Oddly, Beck’s novel is not simply a work of fiction, but based on an actual program created by the United Nations by the very same name — “Agenda 21″ — which, according to the UN’s own website, is a “comprehensive plan of action to be taken globally, nationally and locally by organizations of the United Nations system, governments and major groups, in every area in which human impacts on the environment.” “agenda 21” conspiracy “glenn beck” research un “united nations” fact plan agenda depopulation earth green Sustainability freedom liberty environment environmental “new world order” international global fema drill u.s. “united states” usa america europe illuminati elite mafia planning world earth media 2013 2014 future banking bank society finance wealth “third world” fear invasion action corporate guilty education “middle class” developer dollar usd suburbs forces camp camping prepare food storage 829speedy bush constitution independence one world government homeland security civil unrest emergency military base alex jones glenn beck blaze infowars gerald celente farrakhan lindsey williams david icke

In so many words, the United Nations seeks to co-opt, via individual governments, and eventually, a “one-world government,” privately held land under the auspices of ensuring its “sustainability.” Worse still, the UN’s Agenda 21 has even laid out plans for “depopulation” or rather, “population control.” If it sounds like something out of George Orwell’s 1984, that is because Agenda 21′s tenets are eerily in line with the demented alternate reality Orwell himself had imagined while scribing the pages of his famed novel.

“Sustainable development” is the catch-phrase Beck urged his Monday evening viewers to be leery of.

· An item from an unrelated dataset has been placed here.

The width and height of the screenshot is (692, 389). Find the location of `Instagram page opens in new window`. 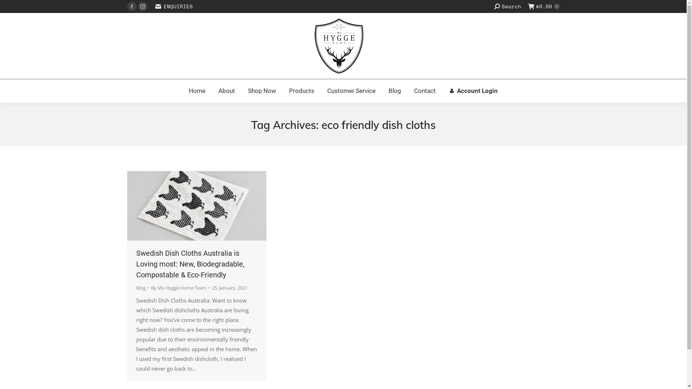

Where one can live and what land should be designated for would, under fully-realized Agenda 21 plan, be controlled by the United Nations and a future one-world government. Consider the following section from the UN website on Agenda 21′s plan for “promoting sustainable human settlement development.” Emphasis added: The overall human settlement objective is to improve the social, economic and environmental quality of human settlements and the living and working environments of all people, in particular the urban and rural poor. Such improvement should be based on technical cooperation activities, partnerships among the public, private and community sectors and participation in the decision-making process by community groups and special interest groups such as women, indigenous people, the elderly and the disabled. These approaches should form the core principles of national settlement strategies. In developing these strategies, countries will need to set priorities among the eight programme areas in this chapter in accordance with their national plans and objectives, taking fully into account their social and cultural capabilities. Furthermore, countries should make appropriate provision to monitor the impact of their strategies on marginalized and disenfranchised groups, with particular reference to the needs of women.